Temporal information retrieval has been a topic of great interest in recent years. Its purpose is to improve the effectiveness of information retrieval methods by exploiting temporal information in documents and queries. In this article, we present a survey of the existing literature on temporal information retrieval. In addition to giving an overview of the field, we categorize the relevant research, describe the main contributions, and compare different approaches. We organize existing research to provide a coherent view, discuss several open issues, and point out some possible future research directions in this area. Despite significant advances, the area lacks a systematic arrangement of prior efforts and an overview of state-of-the-art approaches. Moreover, an effective end-to-end temporal retrieval system that exploits temporal information to improve the quality of the presented results remain undeveloped.
The availability of contiguous and non-contiguous multiword lexical units (MWUs) in Natural Language Processing (NLP) lexica enhances parsing precision, helps attachment decisions, improves indexing in information retrieval (IR) systems, reinforces information extraction (IE) and text mining, among other applications. Unfortunately, their acquisition has long been a significant problem in NLP, IR and IE. In this paper we propose two new association measures, the Symmetric Conditional Probability (SCP) and the Mutual Expectation (ME) for the extraction of contiguous and non-contiguous MWUs. Both measures are used by a new algorithm, the LocalMaxs, that requires neither empirically obtained thresholds nor complex linguistic filters. We assess the results obtained by both measures by comparing them with reference association measures (Specific Mutual Information, φ 2 , Dice and Log-Likelihood coefficients) over a multilingual parallel corpus. An additional experiment has been carried out over a part-of-speech tagged Portuguese corpus for extracting contiguous compound verbs. 10 This corpus corresponds to the news of some days in January 1994 from Lusa (the Portuguese News Agency). 11 Note the spelling error in 'Republica' that should have been written as 'República'. However real corpus is like that and we can not escape from it as there are texts that may reproduce parts of other texts where the graphical form of words does not correspond to currently accepted way of writing. 12 We have discarded hapaxes, every "MWU" or "relevant expression" that occurred just once.
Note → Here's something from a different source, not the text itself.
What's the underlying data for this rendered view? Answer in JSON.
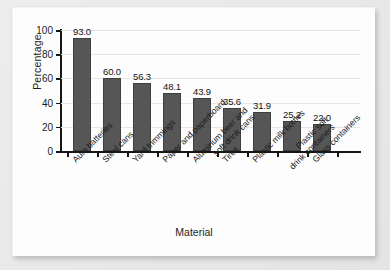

This paper describes an original hybrid system that extracts multiword unit candidates from part-of-speech tagged corpora. While classical hybrid systems manually define local part-ofspeech patterns that lead to the identification of well-known multiword units (mainly compound nouns), our solution automatically identifies relevant syntactical patterns from the corpus. Word statistics are then combined with the endogenously acquired linguistic information in order to extract the most relevant sequences of words. As a result, (1) human intervention is avoided providing total flexibility of use of the system and (2) different multiword units like phrasal verbs, adverbial locutions and prepositional locutions may be identified. The system has been tested on the Brown Corpus leading to encouraging results.